In 1597, all of this was brought to a halt when Stonley, aged around seventy-seven, was incarcerated in the Fleet Prison, convicted of embezzling the spectacular sum of £13,000 from the Exchequer. His property was sold off, and an inventory was made of his house on Aldersgate Street. This provides our most detailed guide to his lost library. By chance, we also have three handwritten volumes of accounts, in which he earlier itemized his spending on food, clothing, travel, and books. It is here that we learn that on June 12, 1593, he bought "the Venus & Adhonay per Shakspere"--the earliest known record of a purchase of Shakespeare's first publication. In Shakespeare's First Reader, Jason Scott-Warren sets Stonley's journals and inventories of goods alongside a wealth of archival evidence to put his life and library back together again. He shows how Stonley's books were integral to the material worlds he inhabited and the social networks he formed with communities of merchants, printers, recusants, and spies. Through a combination of book history and biography, Shakespeare's First Reader provides a compelling "bio-bibliography"--the story of how one early modern gentleman lived in and through his library.Review Quotes
"
Although Richard Stonley is fairly well known to scholarship, the full range of available documentation for this Elizabethan worthy has not been exploited until now. The principal focus of Shakespeare's First Reader being bibliographical, Scott-Warren's chief sources for Stonley's library are the inventory of Stonley's house in Aldersgate, with more than four hundred book titles...Shakespeare's First Reader is a "must have"--or at least a "must read"--for anyone interested in printed books, private libraries, readership, social history, or prison literature from the time of Elizabeth I.

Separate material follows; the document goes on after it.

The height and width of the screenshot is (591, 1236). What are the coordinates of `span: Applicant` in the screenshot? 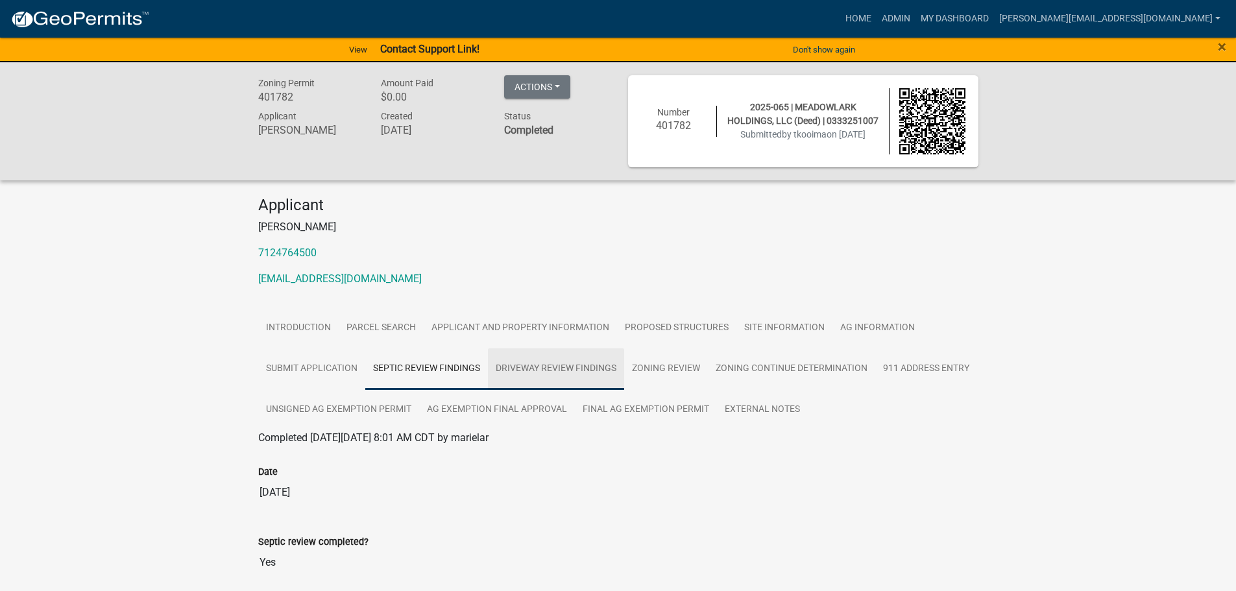 It's located at (277, 116).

"-- "Journal of British Studies""[A] lively account of the first person known to have purchased a printed book by Shakespeare, the popular narrative poem Venus and Adonis . . . In Scott-Warren's engrossing and imaginative Shakespeare's First Reader, he sleuths through a vast inventory of household objects and journals with unrivalled, archival expertise and originality to reveal how Stonley's emotional and financial life was constituted by his treasured, relic-like books . . . Like Shakespeare's poem Venus and Adonis, Scott-Warren's book is a delight."-- "Reception: Texts, Readers, Audiences, History"
"A learned, wide-ranging, witty, and meticulous examination and example of life-writing."-- "Adam G. Hooks, University of Iowa"

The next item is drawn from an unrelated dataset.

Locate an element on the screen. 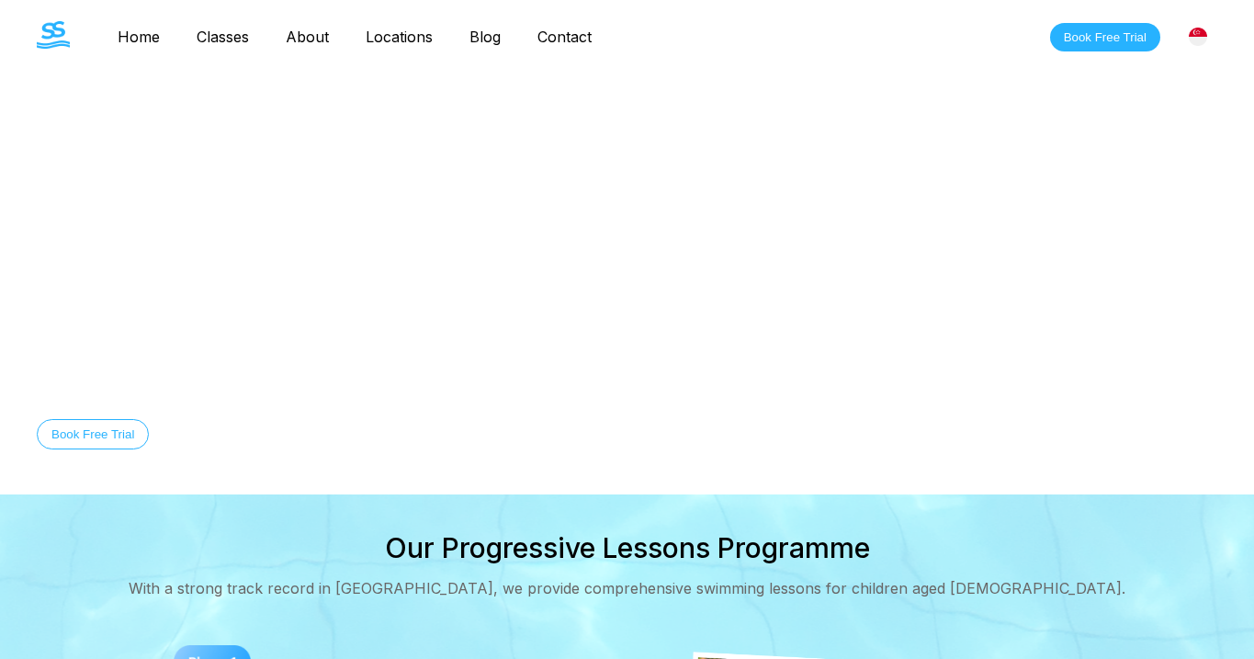 This screenshot has height=659, width=1254. a: About is located at coordinates (307, 37).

"Jason Scott-Warren presents us with a compelling portrait not just of one man but of a key moment in England's literary past. Through a gradual accumulation of evidence, he creates a picture of early modern book culture that is richer, stranger, and more important than the possibility of pinning down who read Shakespeare first, or even how Shakespeare was received. A superb read, packed with gems."-- "Helen Smith, University of York"
"The facts of Richard Stonley's life are lucidly set out by Felicity Heal in the Oxford Dictionary of National Biography. Jason Scott-Warren's book offers something else. The dust jacket features Arcimboldo's painting 'The Librarian', which depicts a man made out of books. Shakespeare's First Reader is in part the literary equivalent. It is a fascinating blend of book history, biography and cultural history, and, like Arcimboldo's pictorial compilation, both vivid and original."-- "The Times Literary Supplement"
About the Author
Jason Scott-Warren is Reader in Early Modern Literature and Culture at the University of Cambridge and a fellow of Gonville and Caius College.